A good launch is mostly preparation you can do before the clock starts. The platform work is ours. The parts that decide how fast you go live are the parts only you can bring, and most of them are things you already have.
What you bring
First, a client who has actually said yes. Not a maybe, not a name on a list. Launch moves when there is one real business with a phone that rings, ready to be first. A committed client turns launch from a rehearsal into a delivery.
Second, your brand. A logo, your colours, the domain you want clients to sign in on, and a sending domain for email. This is what makes the product yours on screen, with Konvy underneath. Having it ready means nobody is waiting on a designer in the middle of launch.
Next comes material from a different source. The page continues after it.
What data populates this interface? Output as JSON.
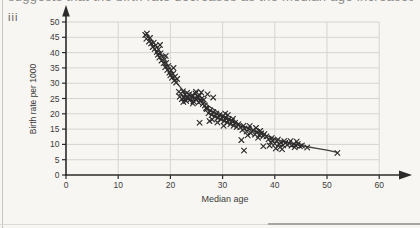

Third, what you know about the work. If your first client is in home services, you already know the questions their callers ask, the jobs they take, the ones they refuse. That knowledge is the configuration layer, and it is the difference between an agent that sounds right and one that is right.
Fourth, a few hours of your attention across the week. Not full days. Hours, spent at the points where a decision is genuinely yours to make.
Where the time goes
Most launch time is not spent building. It is spent configuring and waiting. Configuring is the good kind of time: teaching the agent the client’s services, hours, service area, escalation rules, and booking rules. That work is quick when you brought the vertical knowledge and slow when you are inventing it live, which is the whole case for bringing it.
Where the surprises hide
The waiting is where first-timers get caught out, so here is what to expect before it surprises you. None of it is hard. All of it rewards starting early.
DNS is the first. Pointing your domain and verifying your sending domain is a change that has to propagate across the internet, and that propagation runs on its own clock, not yours. Start it early and it finishes quietly in the background. Start it last and it becomes the thing everyone is staring at.
Number registration is the second. Getting a number cleared to send texts and place calls is paperwork, filed with carriers and approved on the carrier’s schedule. It is routine, and it is not something you can rush by wanting it more. The fix is simple: file it first, not last.
Calendar permissions are the third. Booking into a client’s real calendar means the client has to grant access, which means someone on their side has to stop and click through a permission screen. That waits on a busy business owner, so ask for it on day one, not the afternoon you need it.
“Almost nothing that slows a launch is hard. It is just started too late. The paperwork and the waiting reward whoever begins them first.”
How fast is up to your inputs
So how long does all of this take? It depends on your setup, and the variable is almost always input readiness, not platform speed. The build on our side is the same either way. What moves the date is whether the client has said yes, whether the brand assets are ready, and whether the waits were started early.
Bring the client, the brand, and the knowledge, start DNS and the number paperwork on day one, and get calendar access requested before you need it. Do that and you go live as fast as your own setup allows. Leave those for launch week and it is the setup, not the software, that you will be waiting on.